Linear Probing Revisited: Tombstones Mark The Death Of Primary Clustering | Awesome Similarity Search Papers

Linear Probing Revisited: Tombstones Mark The Death Of Primary Clustering

Michael A. Bender, Bradley C. Kuszmaul, William Kuszmaul · 2021 IEEE 62nd Annual Symposium on Foundations of Computer Science (FOCS) · 2021

First introduced in 1954, linear probing is one of the oldest data structures in computer science, and due to its unrivaled data locality, it continues to be one of the fastest hash tables in practice. It is widely believed and taught, however, that linear probing should never be used at high load factors; this is because primary-clustering effects cause insertions at load factor (1 - 1 /x) to take expected time (\Theta(x^2)) (rather than the ideal (\Theta(x))). The dangers of primary clustering, first discovered by Knuth in 1963, have been taught to generations of computer scientists, and have influenced the design of some of many widely used hash tables. We show that primary clustering is not a foregone conclusion. We demonstrate that small design decisions in how deletions are implemented have dramatic effects on the asymptotic performance of insertions, so that, even if a hash table operates continuously at a load factor (1 - \Theta(1/x)), the expected amortized cost per operation is (\tilde{O}(x)). This is because tombstones created by deletions actually cause an anti-clustering effect that combats primary clustering. We also present a new variant of linear probing (which we call graveyard hashing) that completely eliminates primary clustering on any sequence of operations: if, when an operation is performed, the current load factor is (1 - 1/x) for some (x), then the expected cost of the operation is (O(x)).
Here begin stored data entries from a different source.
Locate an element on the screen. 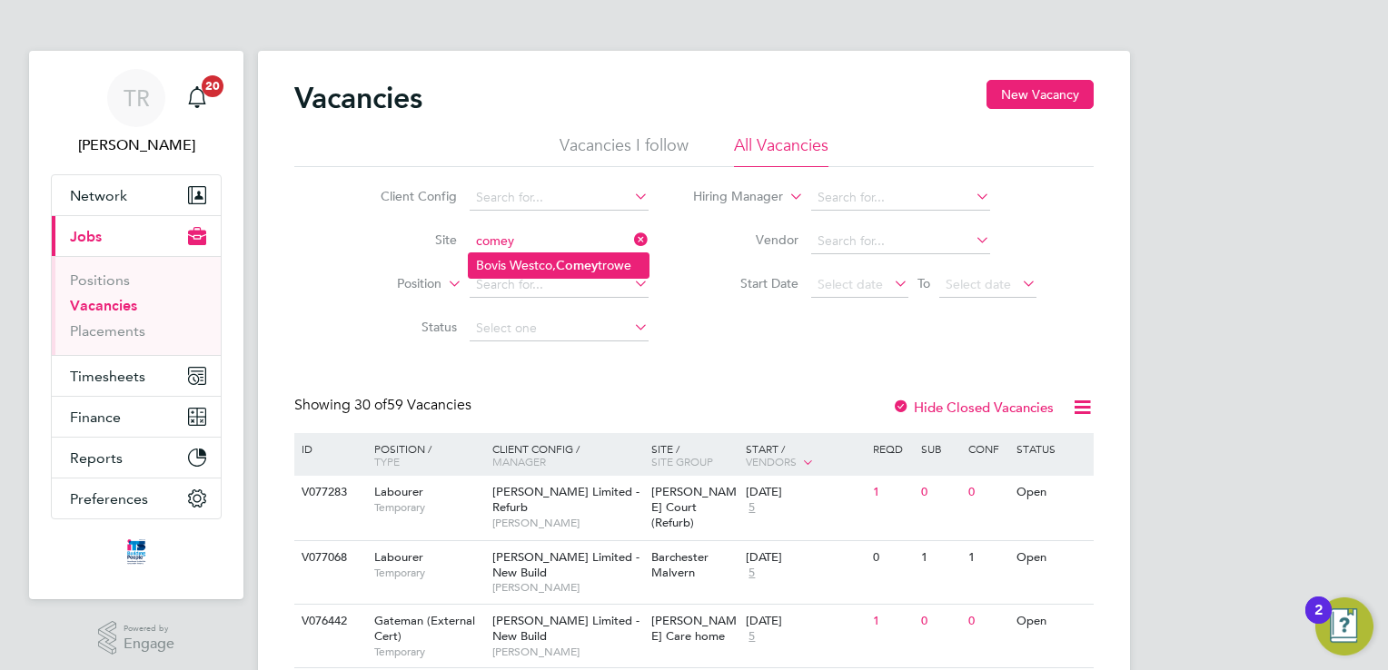  a: Powered byEngage is located at coordinates (136, 639).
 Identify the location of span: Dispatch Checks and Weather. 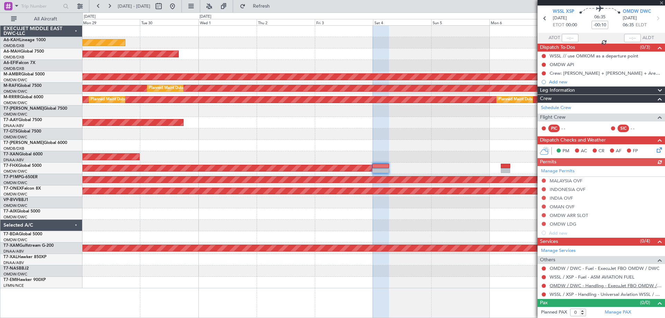
(573, 140).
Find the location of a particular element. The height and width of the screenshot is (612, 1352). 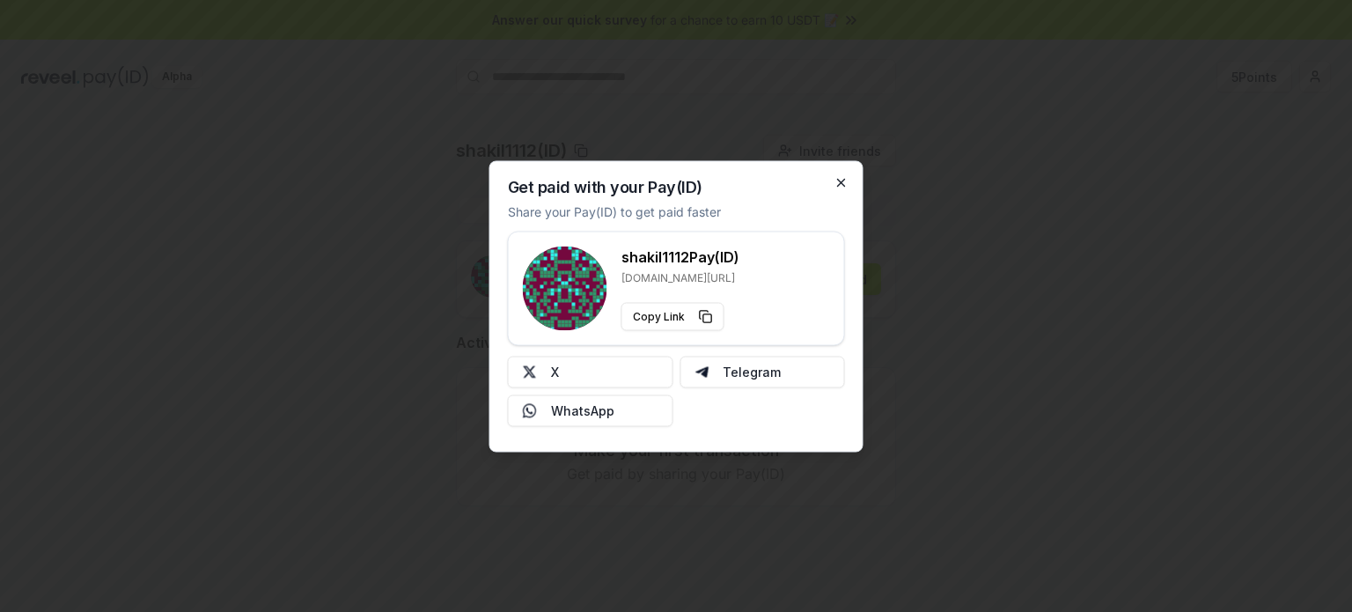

One corollary is that, in the external-memory model with a data blocks of size (B), graveyard hashing offers the following remarkable guarantee: at any load factor (1 - 1/x) satisfying (x = o(B)), graveyard hashing achieves (1 + o(1)) expected block transfers per operation. Past external-memory hash tables have only been able to offer a (1 + o(1)) guarantee when the block size (B) is at least (Ω(x^2)).